Jonadab said to him, Lie down on your bed and pretend to be ill. When your father comes to see you, say to him, Let my sister Tamar come and give me bread to eat, and prepare the food in my sight that I may see it and eat from her hand. So Amnon lay down and pretended to be ill. And when the king came to see him, Amnon said to the king, Please let my sister Tamar come and make a couple of cakes in my sight that I may eat from her hand. Then David sent home to Tamar, saying, Go to your brother Amnon’s house and prepare food for him. So Tamar went to her brother Amnon’s house, where he was lying down. And she took dough and kneaded it and made cakes in his sight and baked the cakes. And she took the pan and emptied it out before him, but he refused to eat.
And Amnon said, Send everyone out for me. So everyone went out from him. Then Amnon said to Tamar, Bring the food into the chamber that I may eat from your hand. Then Tamar took the cakes she had made and brought them into the chamber to Amnon her brother. When she brought them near him to eat, he took hold of her and said, Come, lie with me, my sister. She answered him, no, my brother. Do not violate me for such a thing is not done in Israel. Do not do this outrageous thing. And as for me, where could I carry my shame? And as for you, you would be as one of the outrageous fools in Israel. Now, therefore, please speak to the king for he will not withhold me from you. But he would not listen to her, and being stronger than she, he violated her and lay with her.

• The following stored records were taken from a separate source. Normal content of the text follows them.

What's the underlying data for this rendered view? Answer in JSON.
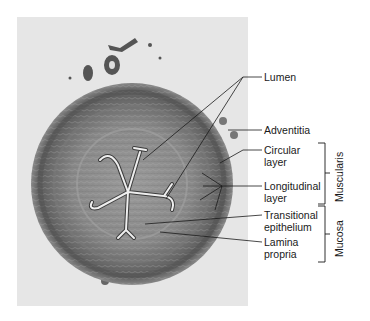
{
  "figure": {
    "type": "light micrograph, ureter cross-section",
    "colors": {
      "background": "#e6e6e6",
      "tissue_dark": "#5a5a5a",
      "tissue_mid": "#8e8e8e",
      "lumen": "#ededed",
      "line": "#1a1a1a"
    }
  },
  "labels": [
    {
      "id": "lumen",
      "text": "Lumen"
    },
    {
      "id": "adventitia",
      "text": "Adventitia"
    },
    {
      "id": "circular_layer",
      "text": "Circular\nlayer"
    },
    {
      "id": "longitudinal_layer",
      "text": "Longitudinal\nlayer"
    },
    {
      "id": "transitional_epithelium",
      "text": "Transitional\nepithelium"
    },
    {
      "id": "lamina_propria",
      "text": "Lamina\npropria"
    }
  ],
  "groups": [
    {
      "id": "muscularis",
      "text": "Muscularis"
    },
    {
      "id": "mucosa",
      "text": "Mucosa"
    }
  ]
}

Then Amnon hated her with very great hatred, so that the hatred with which he hated her was greater than the love with which he loved her. And Amnon said to her, get up. Go. But she said to him, no, my brother, for this wrong in sending me away is greater than the other that you did to me. But he would not listen to her. He called the young man who served him and said, put this woman out of my presence and bolt the door after her.
Who is Amnon? Amnon is the oldest son of David. He’s the heir apparent to the throne, and he’s also a very weak man. He’s a man who the apostle Paul might say is governed by his passions, governed by his belly, like Paul says in Philippians three nineteen, those who are godless and governed by their lusts. And he’s filled with lust for his half sister, Tamar, who is a beautiful young woman, apparently single, doesn’t have a husband. But Amnon can’t do anything about that. The law in Leviticus 18, Leviticus 20, Deuteronomy, I think it’s 27 maybe, specifically forbid the marrying of your sister or your half sister. These things, though they took place in the times of the patriarchs, like Abraham and Sarah were half siblings. By the time God is giving the law, he is banning these kind of close relationships.
And so Amnon sees no way that he can play out his lust, that he can do anything to her. And even the language here is just frankly, it’s grotesque. It seemed impossible to Amnon to do anything to her. There’s hints even in the way that the author is talking that the love here is not what we should be thinking of in terms of like godly love. It’s a passionate desire for something, but it’s not putting her interests first. He doesn’t actually care about her. He cares about his hormones being satisfied.
But he’s also a weak man, doesn’t have a lot of a plan for himself. He just because he thinks he can’t do anything, he sits around and he pouts. He sits around and he makes himself look ill to the point where Jonadab, his cousin and a close adviser comes to him and says, what is wrong with you? Like, why do you look haggard? What’s going on in your life that you can’t even get a grip on yourself and act normal? And when Amnon tells him, Jonadab says, Well, here. I’ll give you a plan. Since you can’t come up with one for yourself, I’ll come up with a plan for you. And Amnon drinks it up. He does exactly as Jonadab tells him.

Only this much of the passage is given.